Florida, like about a dozen other states, debated in 2009 a proposed amendment to its state constitution that would have blocked, at least symbolically, much of the federal health-care insurance overhaul on the grounds that it tramples individual liberty. Behind the amendments was an industry with a vested interest—an industry that made substantial campaign contributions to the supporters of the amendment. I contend that there is an ethical conflict of interest lurking here, even if it is constitutional (assuming that wealth constitutes free speech, which itself is a problematic assumption), but the main issue here is how the blockage of federal law applying in Florida (and other states) would have affected federalism. What would have been better for the American federal system: federal or state legislation, or perhaps a combination?
It was not just ideology that united the proposal’s legislative backers in Florida. The amendment's 42 co-sponsors, all Republicans, were almost all recipients of out-sized campaign contributions from major health care interests, a total of about $765,000 in 2008 alone. Around the 2008 election, moreover, the groups that provided health care contributed about $102 million to state political campaigns across the U.S., surpassing the $89 million the same donors spent at the federal level.
The conflict of interest for the 42 co-sponsors in the Florida legislature opened them and their health-insurance backers to attack by those who wanted the federal government to be involved in health-insurance. Indeed, those federalists argued that the magnitude of the health-care industry’s contributions demonstrated the dangers of leaving such a question up to individual states, where campaign finance and ethics rules varied at the time from strict to negligible. The industry had enormous power at the state level, those federalists contended, and very few states had state-level consumer groups that were able to lobby effectively against the industry-legislator nexus.
On the other hand, federalizing health-insurance law contributed to the consolidation-tendency of the "extended republic" at the expense of its member republics, or states. Indeed, the matter of the U.S. Government’s enumerated (i.e. limited) powers was not lost on the state legislators of several states who were opposed to a federal health-care law. “We are trying to prepare, and trying to send a message that there is no reason for those decisions to get made at the federal level,” said Representative Linda L. Upmeyer, a Republican who was leading efforts in Iowa's legislature to prevent the anticipated federalization by the federal president, Barak Obama.[1] Upmeyer and anti-federalists knew that without “opt-in” or “opt-out” provisions in the federal legislation, state constitutional amendments would be preempted even should Congress refuse to reform health insurance.
To be sure, states opting out of the eventual Affordable Care Act could have compromised the economies of scale assumed by the federal cost-saving measures. However, not even the cost-efficiency of proposed federal legislation should always overrule the contribution of the bill on the system of federalism. This focus had been a factor in the trend since the 1860's toward the consolidation of power at the federal level at the expense of the diversity-expressive power of the states. Too much "one size fits all" with not enough taking into account the differences between the member-states in an empire-level political union leads to an unbalanced system of federalism and thus eventual demise of the union itself. This point is lost when the focus is on particular pieces of legislation, and more specifically on their respective redeeming cost-efficiencies.
What if industry power over legislation is strongest at the state level? Would not another incremental movement towards political consolidation at the expense of federalism have the virtue of protecting democracy from the encroachment of plutocracy, the rule by wealth? Yet leading up to Obama's Affordable Care Act of 2010, the president dropped his public-option for health insurance when the lobbyist for the private health-insurance industry threatened to withdraw its support. Obama's political calculus was doubtless that the vote would be so close that he would need the industry's support--hence, as often is the case in American legislation--incrementalism is the rule and large packages like FDR's New Deal are the exception.
Therefore, even though the member-state legislatures are perhaps more easily dominated by big business, the federal head is also capable of being controlled or steered. Perhaps part of the solution to the problem of industry dominance over government lies in enabling the state governments to be able to check the federal government, and vice versa. In other words, the worst enemy of corporate corruption of public officials at either government may be balanced federalism.
1. David D. Kirkpatrick, “Health Lobby Takes Fight to the States,” The New York Times, December 28, 2009.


## YOUR TASK
Go through the records below and report each line with "from" in it.

══ INFORMATION PROVIDED ══

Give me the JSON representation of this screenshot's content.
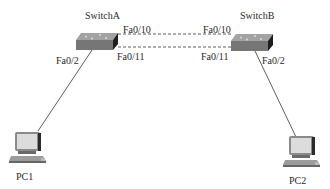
{
  "diagram": {
    "type": "network-topology",
    "nodes": {
      "switchA": {
        "label": "SwitchA",
        "kind": "switch"
      },
      "switchB": {
        "label": "SwitchB",
        "kind": "switch"
      },
      "pc1": {
        "label": "PC1",
        "kind": "pc"
      },
      "pc2": {
        "label": "PC2",
        "kind": "pc"
      }
    },
    "ports": {
      "switchA_fa010": "Fa0/10",
      "switchA_fa011": "Fa0/11",
      "switchA_fa02": "Fa0/2",
      "switchB_fa010": "Fa0/10",
      "switchB_fa011": "Fa0/11",
      "switchB_fa02": "Fa0/2"
    },
    "links": [
      {
        "from": "SwitchA Fa0/10",
        "to": "SwitchB Fa0/10",
        "style": "dashed"
      },
      {
        "from": "SwitchA Fa0/11",
        "to": "SwitchB Fa0/11",
        "style": "dashed"
      },
      {
        "from": "SwitchA Fa0/2",
        "to": "PC1",
        "style": "solid"
      },
      {
        "from": "SwitchB Fa0/2",
        "to": "PC2",
        "style": "solid"
      }
    ],
    "colors": {
      "line": "#333333",
      "switch_top": "#9a9a9a",
      "switch_side": "#6e6e6e",
      "switch_front": "#222222",
      "pc_screen": "#d8d8d8",
      "pc_body": "#8a8a8a"
    }
  }
}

═══

## RESPONSE TO THE TASK
        "from": "SwitchA Fa0/10",
        "from": "SwitchA Fa0/11",
        "from": "SwitchA Fa0/2",
        "from": "SwitchB Fa0/2",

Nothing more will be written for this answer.